In Writing

The other day, I was watching a screenwriting video on YouTube. I’m a novelist, not a screenwriter (yet!) but screenwriters tend to be very good at advancing plot (since in movies things need you, ya know, happen) so I like learning from them. In this particularly screenwriting video, however, the teacher said that he asks all his graduate students in screenwriting to read a book that has nothing to do with screenwriting: Mindset, by Carol Dweck. So I checked it out.

The premise is basically this: there are people with a fixed mindset, and people with a growth mindset. Fixed mindset people believe that talent is born and that “failure” (say, like, the need to edit) is devastating because it signals a lack of inherent talent. Growth mindset people know that skills can be cultivated and that they can learn and improve.

I, alas, have a propensity to fixed mindset. On steroids. I was raised on tales of genius: on Mozart’s precocious musical talent at age four, on DaVinci’s brilliant abilities. I was also told my intellect was above average, which you’d think is a good thing. And it is. Except… if you believe that your talents are fixed, even if you’re told they’re fixed high, when you encounter something you’re not naturally good at, it’s really easy to give up. And feel devastated. Aren’t we supposed to just be naturally good at things?

Writing involves two major phases: drafting and revising. I am what could be considered an above-average drafter. I can (and have, twice now) written complete drafts of a coherent novel in less than two weeks. And not just a pile of garbage: both the novels that landed me well-regarded agents. Yes, that makes me feel pretty good about myself.

Except, here’s the thing: no first draft is publishable. It may show enough promise to pique an agent’s interest, and perhaps even an editor’s, but everyone understands that a draft is a starting point. Everyone, of course, except the ego-driven-maniac who thinks that if she got it “wrong” the first time she must be an abject failure after all. Everyone except the woman with the skin so thin it shatters like crystal crashing to the floor at the lightest suggestion for revision.

Me, in other words.

Week before last, I went away to a writing retreat. It was led by two New York Times bestselling authors, and acceptance was by application only. One of the writers read my full manuscript, and the other leader and the participants read my first fifteen pages (as I did theirs).

Intellectually, I understood that this was an amazing opportunity to work on my craft. On some level on which I’m just a lizard looking for a warm spot on a rock, I was terrified. I spent the whole day I was supposed to leave concocting reasons not to go. When I did get there, I spent the better part of the first morning plotting my escape. (It was in a rural area and I suddenly had a desperate urge to find a CVS). The day after the in-person critique of my work, my stomach cramped up so bad that a doctor in the group took one look at my face and said, “You should go put your head down.” Such is my fear of failure.

But I stuck to it. I confessed my fears, first to the author reading my full manuscript, then to the full group. I listened to what they had to say. I rewrote my first chapter from scratch. I was surprised to learn it did not make me burst into flames on the spot.

Do I have growth mindset now? Who knows. Being wrong still hurts like a %^$&*$. It’s probably what I like so little about being out on the dating scene again: having to be so “wrong” about so many men before being “right” about a new one and, even then, do you ever have a guarantee that you’re right? Don’t men cheat and fall out of love and do things that utterly shock you? (I was just called a C U Next Tuesday via email yesterday, for example, a thing that’s never happened to me before, ever. A post for another day). For a girl who just wants to get it right, being wrong is almost an existential threat.

But I show up. I delete the paragraphs that aren’t working. I delete the matches that don’t fit. And, like a seedling, I do my best to grow.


_Task item_
Take each line of the entries below that contains "天河基金會" and copy it.

_Dataset entries_
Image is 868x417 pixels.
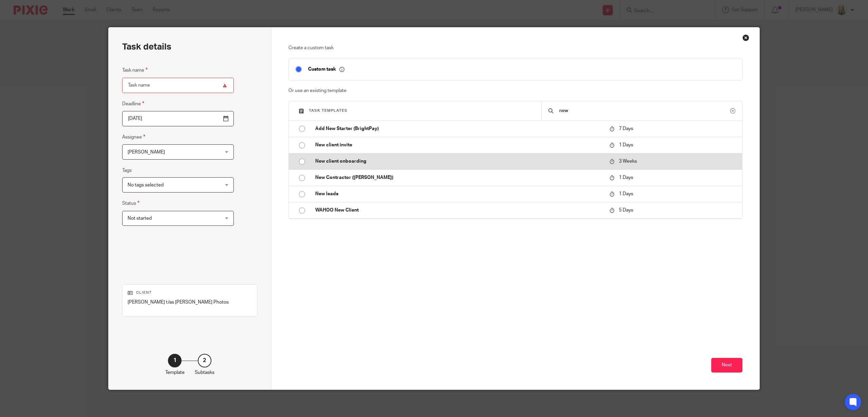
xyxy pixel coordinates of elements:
[168,354,182,368] div: 1
[558,107,731,114] input: Search...
[315,191,603,198] p: New leads
[122,100,145,108] label: Deadline
[198,354,212,368] div: 2
[711,358,742,373] button: Next
[122,41,171,53] h2: Task details
[288,44,743,52] p: Create a custom task
[315,126,603,132] p: Add New Starter (BrightPay)
[315,158,603,164] p: New client onboarding
[619,143,633,147] span: 1 Days
[122,133,145,141] label: Assignee
[308,66,345,73] p: Custom task
[315,174,603,181] p: New Contractor ([PERSON_NAME])
[122,66,147,74] label: Task name
[128,183,164,188] span: No tags selected
[619,208,633,212] span: 5 Days
[619,159,637,164] span: 3 Weeks
[315,207,603,214] p: WAHOO New Client
[122,200,140,207] label: Status
[128,150,165,155] span: [PERSON_NAME]
[195,369,214,376] p: Subtasks
[315,142,603,148] p: New client invite
[122,167,132,174] label: Tags
[165,369,185,376] p: Template
[128,216,152,221] span: Not started
[619,126,633,131] span: 7 Days
[128,299,252,306] p: [PERSON_NAME] t/as [PERSON_NAME] Photos
[742,35,750,41] div: Close this dialog window
[619,191,633,196] span: 1 Days
[122,78,234,93] input: Task name
[288,87,743,94] p: Or use an existing template
[128,290,252,296] p: Client
[122,111,234,126] input: Pick a date
[619,175,633,180] span: 1 Days
[309,109,348,112] span: Task templates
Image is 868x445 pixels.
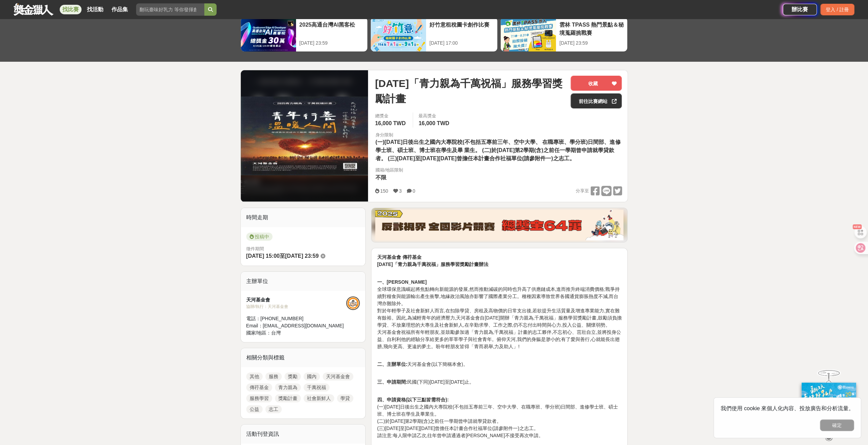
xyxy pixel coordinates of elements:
[280,253,285,259] span: 至
[419,112,451,119] span: 最高獎金
[376,139,620,161] span: (一)[DATE]日後出生之國內大專院校(不包括五專前三年、空中大學、 在職專班、學分班)日間部、進修學士班、碩士班、博士班在學生及畢 業生。 (二)於[DATE]第2學期(含)之前任一學期曾申...
[246,322,347,329] div: Email： [EMAIL_ADDRESS][DOMAIN_NAME]
[571,93,622,108] a: 前往比賽網站
[246,405,262,413] a: 公益
[820,4,854,15] div: 登入 / 註冊
[377,397,448,402] strong: 四、申請資格(以下三點皆需符合):
[377,254,421,259] strong: 天河基金會 傳荇基金
[377,362,408,367] strong: 二、主辦單位:
[377,379,408,384] strong: 三、申請期間:
[246,304,347,309] div: 協辦/執行： 天河基金會
[430,39,494,47] div: [DATE] 17:00
[375,112,408,119] span: 總獎金
[246,233,272,241] span: 投稿中
[304,394,334,402] a: 社會新鮮人
[284,372,301,380] a: 獎勵
[375,120,406,127] span: 16,000 TWD
[275,394,301,402] a: 獎勵計畫
[337,394,354,402] a: 學貸
[376,175,386,180] span: 不限
[241,272,366,291] div: 主辦單位
[413,188,416,194] span: 0
[246,330,271,335] span: 國家/地區：
[376,132,622,138] div: 身分限制
[802,383,856,428] img: c171a689-fb2c-43c6-a33c-e56b1f4b2190.jpg
[559,21,624,36] div: 雲林 TPASS 熱門景點＆秘境蒐羅挑戰賽
[377,361,622,375] p: 天河基金會(以下簡稱本會)。
[271,330,280,335] span: 台灣
[246,246,264,251] span: 徵件期間
[246,394,272,402] a: 服務學習
[60,5,82,14] a: 找比賽
[300,39,364,47] div: [DATE] 23:59
[377,379,622,393] p: 民國(下同)[DATE]至[DATE]止。
[241,424,366,443] div: 活動刊登資訊
[85,5,106,14] a: 找活動
[300,21,364,36] div: 2025高通台灣AI黑客松
[783,4,817,15] a: 辦比賽
[559,39,624,47] div: [DATE] 23:59
[241,17,368,52] a: 2025高通台灣AI黑客松[DATE] 23:59
[399,188,402,194] span: 3
[376,209,623,241] img: 760c60fc-bf85-49b1-bfa1-830764fee2cd.png
[820,419,854,431] button: 確定
[241,208,366,227] div: 時間走期
[322,372,354,380] a: 天河基金會
[241,349,366,367] div: 相關分類與標籤
[246,253,280,259] span: [DATE] 15:00
[377,261,488,267] strong: [DATE]「青力親為千萬祝福」服務學習獎勵計畫辦法
[136,3,204,16] input: 翻玩臺味好乳力 等你發揮創意！
[304,372,320,380] a: 國內
[246,372,262,380] a: 其他
[371,17,497,52] a: 好竹意租稅圖卡創作比賽[DATE] 17:00
[109,5,131,14] a: 作品集
[265,372,282,380] a: 服務
[275,383,301,392] a: 青力親為
[377,279,427,285] strong: 一、[PERSON_NAME]
[500,17,628,52] a: 雲林 TPASS 熱門景點＆秘境蒐羅挑戰賽[DATE] 23:59
[430,21,494,36] div: 好竹意租稅圖卡創作比賽
[571,76,622,90] button: 收藏
[419,120,449,127] span: 16,000 TWD
[246,296,347,304] div: 天河基金會
[246,383,272,392] a: 傳荇基金
[376,167,403,174] div: 國籍/地區限制
[265,405,282,413] a: 志工
[576,186,589,196] span: 分享至
[246,315,347,322] div: 電話： [PHONE_NUMBER]
[380,188,388,194] span: 150
[721,406,854,412] span: 我們使用 cookie 來個人化內容、投放廣告和分析流量。
[285,253,318,259] span: [DATE] 23:59
[241,96,368,175] img: Cover Image
[304,383,329,392] a: 千萬祝福
[377,271,622,358] p: 全球環保意識崛起將焦點轉向新能源的發展,然而推動減碳的同時也升高了供應鏈成本,進而推升終端消費價格;戰爭持續對糧食與能源輸出產生衝擊,地緣政治風險亦影響了國際產業分工。種種因素導致世界各國通貨膨...
[375,76,565,106] span: [DATE]「青力親為千萬祝福」服務學習獎勵計畫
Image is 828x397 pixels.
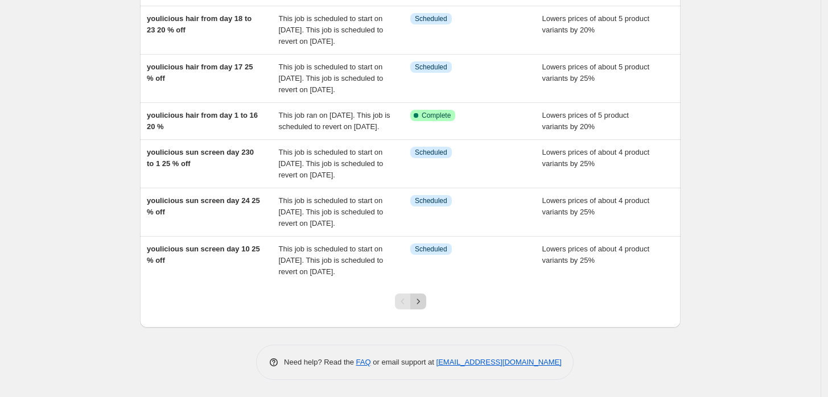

_Answer to the problem_
[377,254,421,259] strong: 天河基金會 傳荇基金
[246,304,347,309] div: 協辦/執行： 天河基金會
[377,361,622,375] p: 天河基金會(以下簡稱本會)。
[322,372,354,380] a: 天河基金會
[246,296,347,304] div: 天河基金會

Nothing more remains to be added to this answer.